Test for palindrome with regular expression with back references, similar to what you had, but regexp_split_to_table() is not the right function here. Use a regular expression match (~).
Aggregate, depending on what you actually want.
I'm quite new into SQL and I'd like to make a SELECT statement to retrieve only the first row of a set base on a column value. I'll try to make it clearer with a table example.
Here is my table data :
chip_id | sample_id
-------------------
1 | 45
1 | 55
1 | 5986
2 | 453
2 | 12
3 | 4567
3 | 9
I'd like to have a SELECT statement that fetch the first line with chip_id=1,2,3
Like this :
chip_id | sample_id
-------------------
1 | 45 or 55 or whatever
2 | 12 or 453 ...
3 | 9 or ...
How can I do this?
Thanks
i'd probably:
set a variable =0
order your table by chip_id
read the table in row by row
if table[row]>variable, store the table[row] in a result array,increment variable
loop till done
return your result array
though depending on your DB,query and versions you'll probably get unpredictable/unreliable returns.

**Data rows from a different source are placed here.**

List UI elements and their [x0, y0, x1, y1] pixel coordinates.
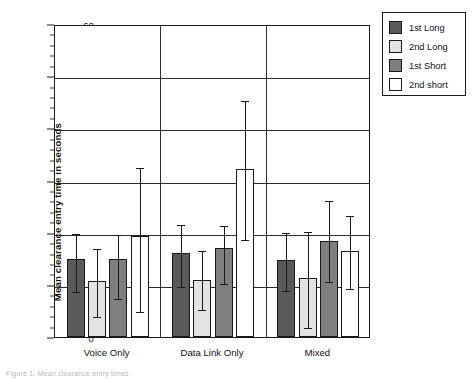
error-bar	[308, 232, 309, 328]
legend-label: 2nd short	[409, 80, 448, 90]
error-bar-cap-lower	[72, 292, 80, 293]
error-bar-cap-upper	[93, 249, 101, 250]
legend-label: 1st Long	[409, 23, 445, 33]
group-divider	[266, 26, 267, 337]
legend: 1st Long2nd Long1st Short2nd short	[382, 12, 466, 96]
error-bar	[76, 234, 77, 292]
error-bar-cap-upper	[241, 101, 249, 102]
gridline	[55, 235, 369, 236]
error-bar-cap-upper	[72, 234, 80, 235]
legend-swatch	[389, 21, 402, 34]
error-bar-cap-lower	[198, 310, 206, 311]
error-bar-cap-upper	[114, 235, 122, 236]
legend-swatch	[389, 40, 402, 53]
error-bar-cap-upper	[177, 225, 185, 226]
error-bar-cap-lower	[325, 282, 333, 283]
x-axis-group-label: Data Link Only	[181, 347, 244, 358]
legend-label: 1st Short	[409, 61, 446, 71]
gridline	[55, 78, 369, 79]
x-axis-group-label: Mixed	[305, 347, 331, 358]
figure-container: Mean clearance entry time in seconds 010…	[0, 0, 472, 379]
legend-swatch	[389, 78, 402, 91]
gridline	[55, 183, 369, 184]
error-bar	[350, 216, 351, 290]
error-bar-cap-upper	[198, 251, 206, 252]
error-bar	[286, 233, 287, 291]
gridline	[55, 130, 369, 131]
legend-item[interactable]: 2nd Long	[383, 37, 465, 56]
error-bar	[202, 251, 203, 309]
error-bar-cap-lower	[304, 328, 312, 329]
error-bar-cap-upper	[282, 233, 290, 234]
error-bar	[118, 235, 119, 300]
y-tick-major	[47, 77, 54, 78]
error-bar-cap-upper	[136, 168, 144, 169]
error-bar-cap-lower	[114, 299, 122, 300]
error-bar	[329, 201, 330, 281]
error-bar-cap-lower	[220, 284, 228, 285]
error-bar-cap-upper	[325, 201, 333, 202]
x-axis-group-label: Voice Only	[84, 347, 130, 358]
error-bar-cap-lower	[346, 289, 354, 290]
y-axis-title: Mean clearance entry time in seconds	[52, 123, 63, 301]
error-bar-cap-upper	[346, 216, 354, 217]
legend-item[interactable]: 1st Short	[383, 56, 465, 75]
legend-label: 2nd Long	[409, 42, 448, 52]
error-bar-cap-upper	[304, 232, 312, 233]
error-bar	[181, 225, 182, 287]
legend-item[interactable]: 2nd short	[383, 75, 465, 94]
error-bar-cap-lower	[177, 287, 185, 288]
legend-swatch	[389, 59, 402, 72]
y-tick-major	[47, 25, 54, 26]
error-bar-cap-lower	[282, 291, 290, 292]
error-bar-cap-lower	[241, 240, 249, 241]
error-bar	[97, 249, 98, 317]
error-bar-cap-upper	[220, 226, 228, 227]
y-tick-major	[47, 338, 54, 339]
figure-caption: Figure 1. Mean clearance entry times	[6, 370, 129, 377]
plot-area	[54, 25, 370, 338]
error-bar	[140, 168, 141, 312]
error-bar	[224, 226, 225, 283]
error-bar-cap-lower	[93, 317, 101, 318]
legend-item[interactable]: 1st Long	[383, 18, 465, 37]
error-bar-cap-lower	[136, 312, 144, 313]
group-divider	[160, 26, 161, 337]
error-bar	[245, 101, 246, 240]
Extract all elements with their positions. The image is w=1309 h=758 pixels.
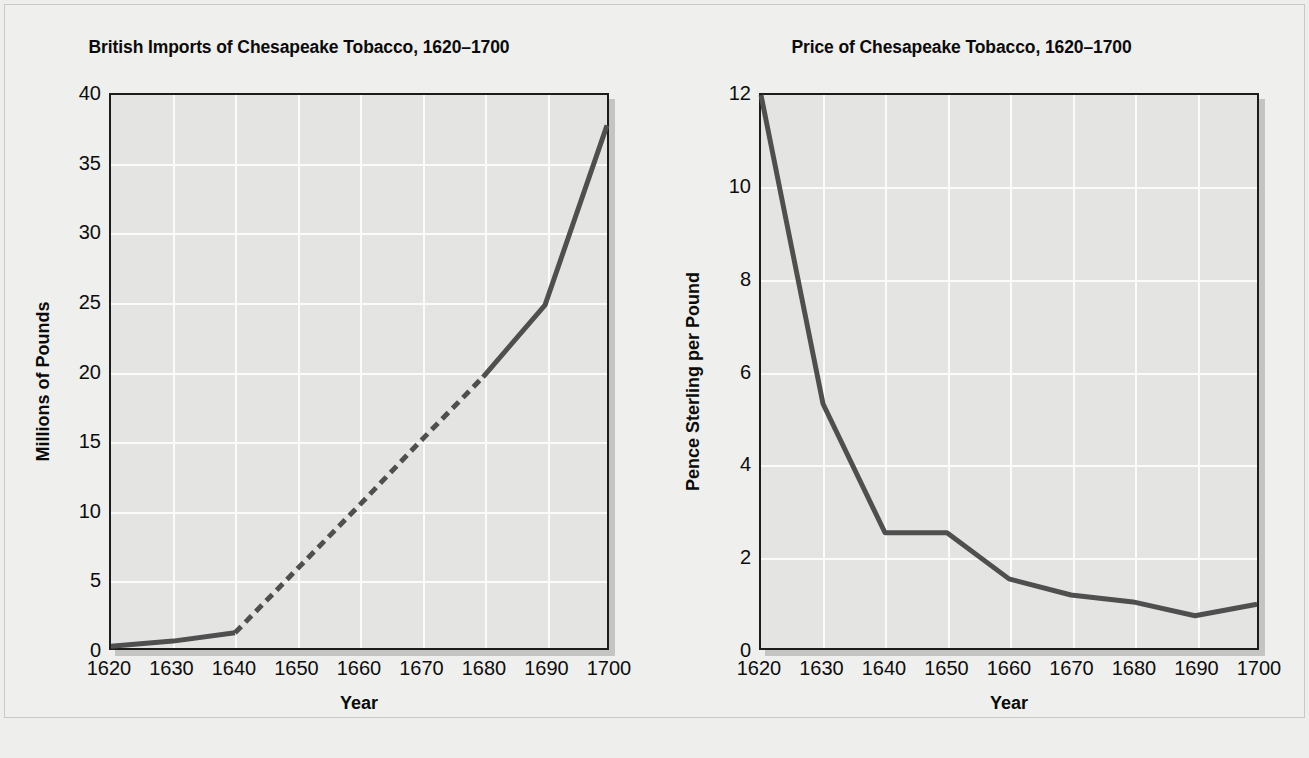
x-axis-label-price: Year bbox=[759, 693, 1259, 714]
figure-page: British Imports of Chesapeake Tobacco, 1… bbox=[0, 0, 1309, 758]
figure-frame: British Imports of Chesapeake Tobacco, 1… bbox=[4, 4, 1305, 718]
x-axis-ticks-price: 162016301640165016601670168016901700 bbox=[655, 5, 1306, 719]
x-axis-label-imports: Year bbox=[109, 693, 609, 714]
x-axis-ticks-imports: 162016301640165016601670168016901700 bbox=[5, 5, 655, 719]
y-axis-label-imports: Millions of Pounds bbox=[33, 232, 54, 532]
x-tick-label: 1700 bbox=[569, 657, 649, 680]
chart-panel-imports: British Imports of Chesapeake Tobacco, 1… bbox=[5, 5, 655, 719]
y-axis-label-price: Pence Sterling per Pound bbox=[683, 232, 704, 532]
chart-panel-price: Price of Chesapeake Tobacco, 1620–1700 0… bbox=[655, 5, 1306, 719]
x-tick-label: 1700 bbox=[1219, 657, 1299, 680]
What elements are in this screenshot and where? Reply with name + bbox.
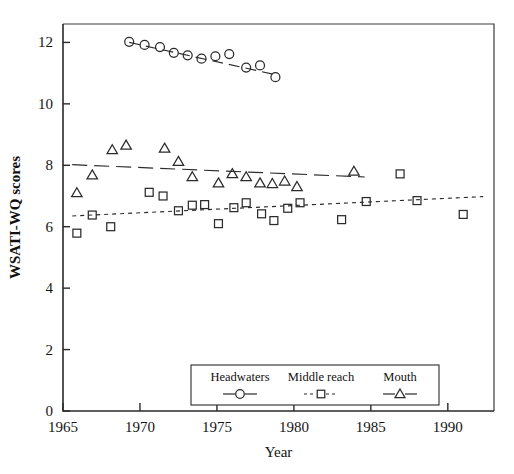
data-point [159,143,169,152]
data-point [225,50,234,59]
data-points [72,37,468,237]
data-point [188,201,196,209]
data-point [140,40,149,49]
data-point [173,156,183,165]
y-tick-label: 2 [46,342,54,358]
y-tick-label: 10 [38,96,53,112]
x-axis-title: Year [265,444,293,460]
data-point [396,170,404,178]
data-point [215,220,223,228]
data-point [156,43,165,52]
scatter-chart: 024681012196519701975198019851990 Headwa… [0,0,514,474]
legend-label-mouth: Mouth [383,370,417,384]
chart-legend: HeadwatersMiddle reachMouth [191,365,439,405]
y-tick-label: 0 [46,403,54,419]
data-point [187,172,197,181]
data-point [125,37,134,46]
data-point [230,204,238,212]
y-axis-title: WSATI-WQ scores [7,156,23,279]
data-point [349,166,359,175]
x-tick-label: 1970 [125,419,155,435]
legend-label-headwaters: Headwaters [211,370,270,384]
data-point [338,216,346,224]
trend-line-mouth [72,165,364,177]
data-point [121,140,131,149]
data-point [242,63,251,72]
data-point [255,178,265,187]
data-point [227,169,237,178]
data-point [201,201,209,209]
series-mouth [72,140,360,197]
data-point [279,176,289,185]
data-point [107,223,115,231]
data-point [413,197,421,205]
data-point [87,170,97,179]
x-tick-label: 1980 [279,419,309,435]
data-point [270,217,278,225]
data-point [211,52,220,61]
x-tick-label: 1985 [356,419,386,435]
figure-container: 024681012196519701975198019851990 Headwa… [0,0,514,474]
x-tick-label: 1990 [433,419,463,435]
caption-fragment [0,462,514,474]
y-tick-label: 6 [46,219,54,235]
data-point [213,178,223,187]
series-headwaters [125,37,280,81]
legend-label-middle-reach: Middle reach [288,370,355,384]
trend-line-headwaters [129,42,275,74]
data-point [72,188,82,197]
data-point [258,210,266,218]
x-tick-label: 1965 [48,419,78,435]
y-tick-label: 8 [46,157,54,173]
trend-lines [72,42,483,216]
y-tick-label: 12 [38,34,53,50]
data-point [292,182,302,191]
data-point [145,188,153,196]
data-point [159,192,167,200]
series-middle-reach [73,170,467,237]
y-tick-label: 4 [46,280,54,296]
data-point [73,229,81,237]
data-point [241,172,251,181]
data-point [271,73,280,82]
x-tick-label: 1975 [202,419,232,435]
data-point [267,178,277,187]
data-point [242,199,250,207]
data-point [256,61,265,70]
data-point [107,145,117,154]
data-point [459,210,467,218]
data-point [169,48,178,57]
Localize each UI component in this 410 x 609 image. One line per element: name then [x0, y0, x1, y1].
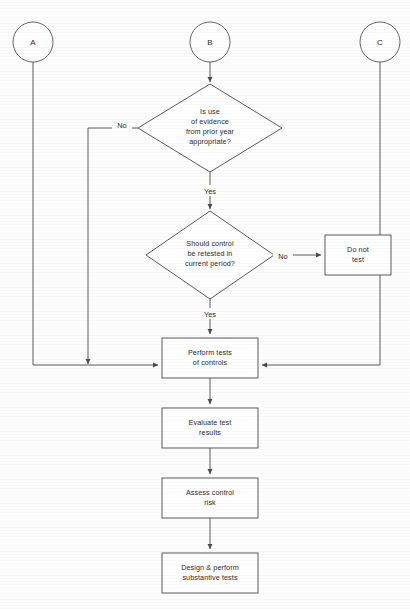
process-design-substantive-tests-line-1: Design & perform [181, 563, 239, 572]
connector-a[interactable]: A [13, 22, 53, 62]
connector-a-label: A [30, 38, 36, 47]
process-perform-tests-of-controls-line-1: Perform tests [188, 348, 232, 357]
process-assess-control-risk-line-2: risk [204, 498, 216, 507]
decision-retest-control[interactable]: Should control be retested in current pe… [146, 211, 274, 299]
decision-retest-control-line-1: Should control [186, 239, 234, 248]
decision-prior-year-evidence-line-3: from prior year [186, 127, 235, 136]
flowchart-svg: A B C Is use of evidence from prior year… [0, 0, 410, 609]
process-do-not-test[interactable]: Do not test [325, 235, 391, 275]
connector-b-label: B [207, 38, 212, 47]
process-perform-tests-of-controls[interactable]: Perform tests of controls [162, 338, 258, 378]
label-yes-prior-year: Yes [204, 187, 216, 196]
process-evaluate-test-results-line-1: Evaluate test [189, 418, 232, 427]
label-no-retest: No [278, 252, 287, 261]
decision-prior-year-evidence[interactable]: Is use of evidence from prior year appro… [138, 84, 282, 172]
edge-no-prior-year-to-perform-tests [88, 128, 138, 364]
connector-c[interactable]: C [360, 22, 400, 62]
process-perform-tests-of-controls-line-2: of controls [193, 358, 228, 367]
decision-prior-year-evidence-line-4: appropriate? [189, 137, 231, 146]
process-design-substantive-tests[interactable]: Design & perform substantive tests [162, 553, 258, 593]
edge-a-to-perform-tests [33, 62, 158, 365]
process-design-substantive-tests-line-2: substantive tests [182, 573, 238, 582]
process-assess-control-risk-line-1: Assess control [186, 488, 234, 497]
process-do-not-test-line-2: test [352, 255, 364, 264]
decision-retest-control-line-2: be retested in [188, 249, 233, 258]
label-no-prior-year: No [117, 121, 126, 130]
decision-prior-year-evidence-line-2: of evidence [191, 117, 229, 126]
decision-retest-control-line-3: current period? [185, 259, 235, 268]
flowchart-canvas: A B C Is use of evidence from prior year… [0, 0, 410, 609]
process-evaluate-test-results-line-2: results [199, 428, 221, 437]
edge-c-to-perform-tests [262, 62, 380, 365]
process-do-not-test-line-1: Do not [347, 245, 369, 254]
connector-c-label: C [377, 38, 383, 47]
decision-prior-year-evidence-line-1: Is use [200, 107, 220, 116]
connector-b[interactable]: B [190, 22, 230, 62]
process-assess-control-risk[interactable]: Assess control risk [162, 478, 258, 518]
label-yes-retest: Yes [204, 310, 216, 319]
process-evaluate-test-results[interactable]: Evaluate test results [162, 408, 258, 448]
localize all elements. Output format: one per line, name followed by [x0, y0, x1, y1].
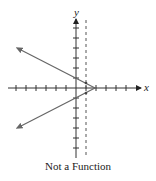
lower-ray	[21, 88, 95, 126]
intersection-point-upper	[85, 82, 88, 85]
figure-caption: Not a Function	[0, 160, 156, 172]
x-axis-label: x	[143, 81, 149, 93]
intersection-point-lower	[85, 92, 88, 95]
upper-ray	[21, 50, 95, 88]
graph: y x	[0, 0, 156, 181]
y-axis-label: y	[73, 6, 79, 18]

You can get one value using row_number():
select chip_id, sample_id
from (select chip_id, sample_id,
row_number() over (partition by chip_id order by rand()) as seqnum
) t
where seqnum = 1
This returns a random value. In SQL, tables are inherently unordered, so there is no concept of "first". You need an auto incrementing id or creation date or some way of defining "first" to get the "first".
If you have such a column, then replace rand() with the column.
Provided I understood your output, if you are using PostGreSQL 9, you can use this:
SELECT chip_id ,
string_agg(sample_id, ' or ')
FROM your_table
GROUP BY chip_id
You need to group your data with a GROUP BY query.
When you group, generally you want the max, the min, or some other values to represent your group. You can do sums, count, all kind of group operations.
For your example, you don't seem to want a specific group operation, so the query could be as simple as this one :
SELECT chip_id, MAX(sample_id)
FROM table
GROUP BY chip_id
This way you are retrieving the maximum sample_id for each of the chip_id.